Inheriting a family business can be a blessing, but also a burden in which the privilege it affords can bump up against an individual’s need to be recognised for their own talents.
In 1888, Georg Arends neatly sidestepped the issue. Leaving six older and five younger siblings to support their father with the family houseplant nursery in Essen, young Georg moved to the town of Wuppertal and set up his own nursery. He specialised in the hybridisation of long-flowering perennials at a time when most plant enthusiasts were roaming the Far East collecting novel native species to send back to Europe, and the cultivars he created have shaped our gardens ever since. In the course of a long career, he produced more than 350 improved varieties, including astilbes, phlox, bergenias and aconites, many of which are still highly regarded. Spot the word ‘arendsii’ in a plant name and you know it will be sturdy, strong and very long-flowering.
‘Georg also bred for larger flowers and different colours. He was very artistic and had an excellent eye,’ says his great-granddaughter Anja Maubach, who took over the family nursery in 1998. Immensely knowledgeable about plants in her own right, Anja spent a journeyman’s year with Alan Bloom (whose Bressingham nursery is another family business that has produced many enduringly excellent perennials) and studied landscape architecture at the Technical University of Munich in Weihenstephan. The one aspect of horticulture that she has not actively pursued is the breeding of new cultivars.
‘There are already enough plants in the world,’ she says. ‘My job is not to make more, but to propagate using traditional techniques to maintain the vigour and vitality of Georg’s original crosses.’ This she does with a spiritual rigour to match the horticultural excellence that underpins everything she does. Anja is trained in classical homoeopathy, practises yoga, reads the ancient Persian poet Rumi every morning and believes we should garden from the heart, not from textbooks. ‘Trust your instincts,’ she says.
This mantra can have unexpected consequences for people who visit the nursery. ‘They come for bergenias and end up asking whether they should sell their house,’ says Anja. ‘It is my job to liberate people, to connect them with their dream and reconnect them with the natural pace. Gardening has a certain rhythm through the year, the month and the day. Here, we honour that.’
She explains that everything is done with an eye on the lunar calendar, working organically whenever possible: ‘This year, we are trialling a homoeopathic remedy for slugs. It will be very interesting to see if it works. Gardening is all about observation – whether for the needs of a single plant or a whole garden.
‘Georg believed a garden should have something in flower for as much of the year as possible, so he bred aconitums that were really late and anemones that were early. Anemone hupehensis ‘Praecox’ is a notable example of the latter. Long-flowering perennials are such a fundamental part of all our gardens these days that it is easy to forget what a recent development they are.’
At this time of year, the Arends anemones are reaching maximum velocity in Anja’s garden. ‘I prefer borders devoted to just one season and like to grow a selection of our anemones in one inspired by Gertrude Jekyll’s September border, with bergenias and sedums, such as ‘Herbstfreude’ – one of Georg’s hybrids. The anemones are all single-flowered varieties – doubles can suffer in the autumn rains – and look wonderful growing with ornamental grasses and bistorts. The important thing is not to plant them singly. Anemones are team players, happiest in a crowd.’
Anja, too, is a team player, who derives huge satisfaction from the community she has nurtured through her nursery, including staff who have worked with her for years, students who come to learn and her many regular customers, whom she helps with cultivating themselves along with their plants. Technically, they are not her family since, as she says, ‘there is no fifth generation waiting to take over’. But Anja treasures them as if they were. Together they are now setting up a trust that will protect the legacy of her great-grandfather’s work and, in the process, pass on Anja’s own inspirational philosophy to gardeners of the future.
Anja Maubach: anja-maubach.de
- Sabrina Rothe1/7Anja with Anemone x hybrida ‘September Charm’ in her September border, inspired by a Gertrude Jekyll planting.
- Sabrina Rothe2/7Hornbeams, trimmed into shape twice a year, form an eye-catching backdrop for plantings of perennials including mauve Nepeta racemosa ‘Walker’s Low’, Hylotelephium ‘Purple Emperor’, white Selinum wallichianum and Helianthus ‘Lemon Queen’.
- Sabrina Rothe3/7Among the plants laid out for sale in front of the Alitex greenhouse are perovskia with its tall massed spires of mauve flowers and Gaura lindheimeri ‘Siskiyou Pink’ in the foreground.
- Sabrina Rothe4/7The nursery gardens showcase perennials including white Aster divaricatus and mauve aster ‘Little Carlow’.
- Sabrina Rothe5/7Yew topiary with Miscanthus sinensis ‘Silberspinne’ and yellow Rudbeckia triloba.
- Sabrina Rothe6/7Anemone hupehensis var. japonica ‘Prinz Heinrich’.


PROBLEM TO SOLVE => Write out the data word for word, taking care that no picture is carried over.

EXERCISE MATERIAL =>
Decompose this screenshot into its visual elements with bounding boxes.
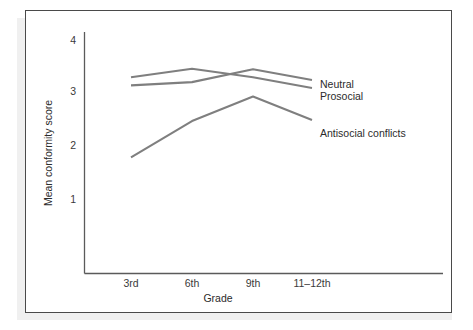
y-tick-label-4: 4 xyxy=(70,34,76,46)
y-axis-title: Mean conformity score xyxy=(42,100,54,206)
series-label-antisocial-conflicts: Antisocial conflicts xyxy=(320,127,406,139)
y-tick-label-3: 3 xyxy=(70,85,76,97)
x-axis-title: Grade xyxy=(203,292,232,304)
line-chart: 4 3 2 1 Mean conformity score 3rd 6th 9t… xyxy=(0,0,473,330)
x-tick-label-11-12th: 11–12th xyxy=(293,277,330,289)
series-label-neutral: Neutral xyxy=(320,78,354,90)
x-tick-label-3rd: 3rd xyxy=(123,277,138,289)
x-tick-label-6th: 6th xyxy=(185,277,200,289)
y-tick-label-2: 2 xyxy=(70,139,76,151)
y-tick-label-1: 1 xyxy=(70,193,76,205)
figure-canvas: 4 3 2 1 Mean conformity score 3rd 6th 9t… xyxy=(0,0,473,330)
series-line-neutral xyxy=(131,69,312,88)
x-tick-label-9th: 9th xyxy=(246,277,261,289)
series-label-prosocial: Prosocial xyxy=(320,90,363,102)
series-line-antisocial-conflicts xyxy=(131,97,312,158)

EXERCISE SOLUTION =>
Decompose this screenshot into its visual elements with bounding boxes.
y-tick-label-4: 4 xyxy=(70,34,76,46)
y-axis-title: Mean conformity score xyxy=(42,100,54,206)
series-label-antisocial-conflicts: Antisocial conflicts xyxy=(320,127,406,139)
y-tick-label-3: 3 xyxy=(70,85,76,97)
x-axis-title: Grade xyxy=(203,292,232,304)
line-chart: 4 3 2 1 Mean conformity score 3rd 6th 9t… xyxy=(0,0,473,330)
x-tick-label-11-12th: 11–12th xyxy=(293,277,330,289)
series-label-neutral: Neutral xyxy=(320,78,354,90)
x-tick-label-3rd: 3rd xyxy=(123,277,138,289)
x-tick-label-6th: 6th xyxy=(185,277,200,289)
y-tick-label-2: 2 xyxy=(70,139,76,151)
y-tick-label-1: 1 xyxy=(70,193,76,205)
figure-canvas: 4 3 2 1 Mean conformity score 3rd 6th 9t… xyxy=(0,0,473,330)
series-line-neutral xyxy=(131,69,312,88)
x-tick-label-9th: 9th xyxy=(246,277,261,289)
series-label-prosocial: Prosocial xyxy=(320,90,363,102)
series-line-antisocial-conflicts xyxy=(131,97,312,158)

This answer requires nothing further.